Terrence McNamara Encourages Involvement, Fosters Change

July 25, 2014

In a 10-year career at heavy highway and general engineering contractor C.C. Myers, Inc., in Rancho Cordova, Calif., Under 40 in Construction Equipment Award winner Terrence McNamara made his mark. The 37-year-old rose from an assistant’s position in the executive office to Equipment Division manager, implementing change—and involving others—along the way.

Terrence is a licensed pilot. Read about how he applied his experience learning to fly to fleet management.

Though he recently moved to Teichert Construction in Sacramento, the changes he implemented at C.C. Myers endure. McNamara’s tenure included managing the first computer conversion in the company’s history, bringing in GPS technology, and launching a lease-versus-own model for the pickup fleet.

Like many in the new generation of managers, McNamara didn’t spend time as a technician, but he didn’t spend time as an accountant, either. His was a varied path.

“I came in as an assistant in the executive office to Mr. C.C. Myers, and to the president and CFO,” McNamara says. “From that I gained a lot of insight and knowledge to how the company ran as a whole.”

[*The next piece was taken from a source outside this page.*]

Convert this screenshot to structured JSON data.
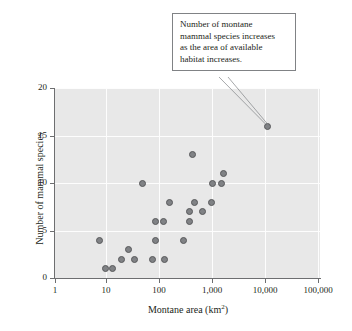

McNamara represented the executives in various meetings and also served as the company’s recruiting manager for a time. “I would go to colleges and universities and try to convince college students to come work for us,” he says. “It was a PR kind of thing at that time, too. I usually recruited for engineering and construction management, but it was occasionally broader than that, including business and accounting.”

At the same time, the company had a few high-profile jobs that thrust McNamara into the spotlight. “I got to be involved in the public relations and media campaigns for those jobs. One of them was the 17-day rebuild of the MacArthur Maze [interchange after a fuel tanker fire], and in the same year, we had a revolutionary construction project where we shut down an entire direction of a freeway in downtown Sacramento for a month.”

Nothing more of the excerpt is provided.